Gone are the hedonistic days of Camden being an indie music hub. Ten years ago the North London town was the epicentre of everything relating to guitar music in the UK and the Camden Crawl was an annual pilgrimage for disciples of the genre.
Whilst this festival no longer exists, Camden Rocks is its natural successor, with 250 bands performing across 25 venues for one day each year. The 2017 version also featured a host of bands which reached their peak during the mid-noughties but still possess a loyal and passionate fan base.
Carl Barât and The Jackals fit this profile perfectly, with the local drawing a big crowd in the late afternoon for his brand of punky swagger, which appears to be acting as a seamless placeholder for the next Libertines record. For a band he recruited via Twitter auditions, they have a natural chemistry on stage. “Don’t touch me, you’re a marked man now/ You can say goodbye to the last gang in town,” shouts Barât on ‘Glory Days’ as he reignites his original band’s notion of groups being tribal.
Talking of gangs, Reverend and The Makers were next up as the crowd remained to worship the Sheffield hero. Whilst Jon McClure’s recent records have not reached the chart heights of early releases, he and his accomplished band have enough tried and tested compositions to guarantee a blast. Always carrying political undertones, the current governmental landscape in the UK may be the catalyst that reignites them into the public consciousness.
Across the road, in one of the smaller pub venues, I managed to catch Brighton natives White Room. The five-piece brilliantly channel A Storm in Heaven-era Verve along with the psych freak-outs witnessed in The Stone Roses. They carry all of the positive characteristics of UK alternative rock, without any of the testosterone-filled pretentiousness associated with the genre. Single ‘Too Much' is the band's most psychedelic number to date and the Britpop-esque ‘Back Again’ drew a big reaction with its hazy guitars and thumping rhythmic core.
Before making my way down to the other end of town I managed to catch some of The Coral’s set. After a five-year hiatus, the Liverpool-rockers are still a ridiculously tight live band. Highlights included recent dark-psych track ‘Distance Inbetween’ as well as old favourites such as ‘Dreaming of You’, ‘In the Morning’ and ‘Pass It On’ as the band strategically placed the ‘hits’ in sporadic positions throughout the set list to keep the crowd on board.
Taking to the Dingwalls stage to chants of their name, Milburn’s reunion has gone much better than the band could have possibly imagined. Fresh from a sold out mini-stadium show the night before in their native Sheffield, the four-piece looked in great spirits as they played a set made up of the two albums and a host of new recordings. The band, who were continually labelled a ‘poor man’s Arctic Monkeys’ earlier in their career, have reformed at the perfect time, with a gap in the market for hook-laden indie bands. With groups such as The 1975 distorting the boundaries between rock and pop, Milburn have a solid fan base to work from now as they head towards the release of their Bill Ryder-Jones-produced third record.
Hot on their heels came London-natives The Rifles to deliver their energetic version of mod-rock. With a solid back catalogue to fall back on and a devoted Fred Perry-laden fan base always willing to attend their shows, you feel they will always stand the test of time, regardless of their sonic output and were the perfect end to a nostalgia-infused day of solid guitar music.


• [Exercise]
Compute the number of lines in the following data that include the word "element", and output that number alone.

(Records from a dataset)

++++++

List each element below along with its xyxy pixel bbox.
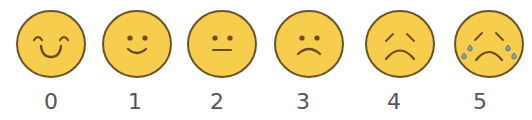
crying-face-icon — [453, 9, 525, 79]
rating-label-5: 5 — [460, 89, 500, 115]
rating-label-2: 2 — [197, 89, 237, 115]
pain-rating-scale: 0 1 2 3 — [0, 0, 532, 120]
neutral-face-icon — [186, 9, 258, 79]
sad-face-icon — [364, 9, 436, 79]
rating-label-3: 3 — [283, 89, 323, 115]
rating-label-1: 1 — [115, 89, 155, 115]
very-happy-face-icon — [15, 9, 87, 79]
rating-label-0: 0 — [31, 89, 71, 115]
happy-face-icon — [101, 9, 173, 79]
slightly-sad-face-icon — [273, 9, 345, 79]
rating-label-4: 4 — [374, 89, 414, 115]
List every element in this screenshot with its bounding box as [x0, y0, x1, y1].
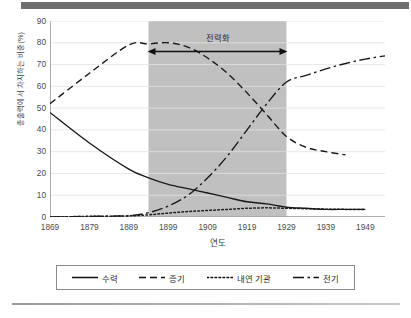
x-tick-label: 1909	[198, 223, 216, 231]
chart-legend: 수력증기내연 기관전기	[56, 265, 355, 290]
x-tick-label: 1899	[159, 223, 177, 231]
x-axis-title: 연도	[50, 236, 385, 248]
legend-item-4[interactable]: 전기	[293, 272, 339, 284]
legend-label: 수력	[102, 272, 118, 284]
plot-area: 전력화	[50, 21, 385, 217]
chart-figure: 총출력에서 차지하는 비중(%) 0102030405060708090 전력화…	[0, 12, 411, 248]
legend-label: 증기	[169, 272, 185, 284]
y-tick-label: 20	[24, 169, 46, 177]
y-tick-label: 60	[24, 82, 46, 90]
legend-label: 내연 기관	[237, 272, 271, 284]
x-tick-label: 1939	[317, 223, 335, 231]
legend-key-dashdot-icon	[293, 273, 319, 282]
x-axis-tick-labels: 186918791889189919091919192919391949	[50, 221, 385, 235]
legend-item-1[interactable]: 수력	[72, 272, 118, 284]
shaded-band	[149, 21, 287, 217]
legend-item-2[interactable]: 증기	[139, 272, 185, 284]
y-tick-label: 0	[24, 213, 46, 221]
top-banner-bar	[21, 2, 409, 9]
y-tick-label: 70	[24, 60, 46, 68]
x-tick-label: 1889	[120, 223, 138, 231]
plot-svg	[50, 21, 385, 217]
x-tick-label: 1929	[277, 223, 295, 231]
y-tick-label: 10	[24, 191, 46, 199]
y-tick-label: 50	[24, 104, 46, 112]
x-tick-label: 1879	[80, 223, 98, 231]
y-tick-label: 40	[24, 125, 46, 133]
legend-key-dashed-icon	[139, 273, 165, 282]
shaded-band-label: 전력화	[206, 31, 230, 43]
x-tick-label: 1919	[238, 223, 256, 231]
x-tick-label: 1949	[356, 223, 374, 231]
legend-item-3[interactable]: 내연 기관	[207, 272, 271, 284]
legend-label: 전기	[323, 272, 339, 284]
y-tick-label: 90	[24, 17, 46, 25]
y-tick-label: 30	[24, 147, 46, 155]
legend-key-dotted-icon	[207, 273, 233, 282]
chart-page: 총출력에서 차지하는 비중(%) 0102030405060708090 전력화…	[0, 0, 411, 318]
legend-key-solid-icon	[72, 273, 98, 282]
y-axis-tick-labels: 0102030405060708090	[20, 21, 46, 217]
y-tick-label: 80	[24, 38, 46, 46]
bottom-divider	[12, 303, 400, 305]
x-tick-label: 1869	[41, 223, 59, 231]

++++++

• [Exercise solution]
2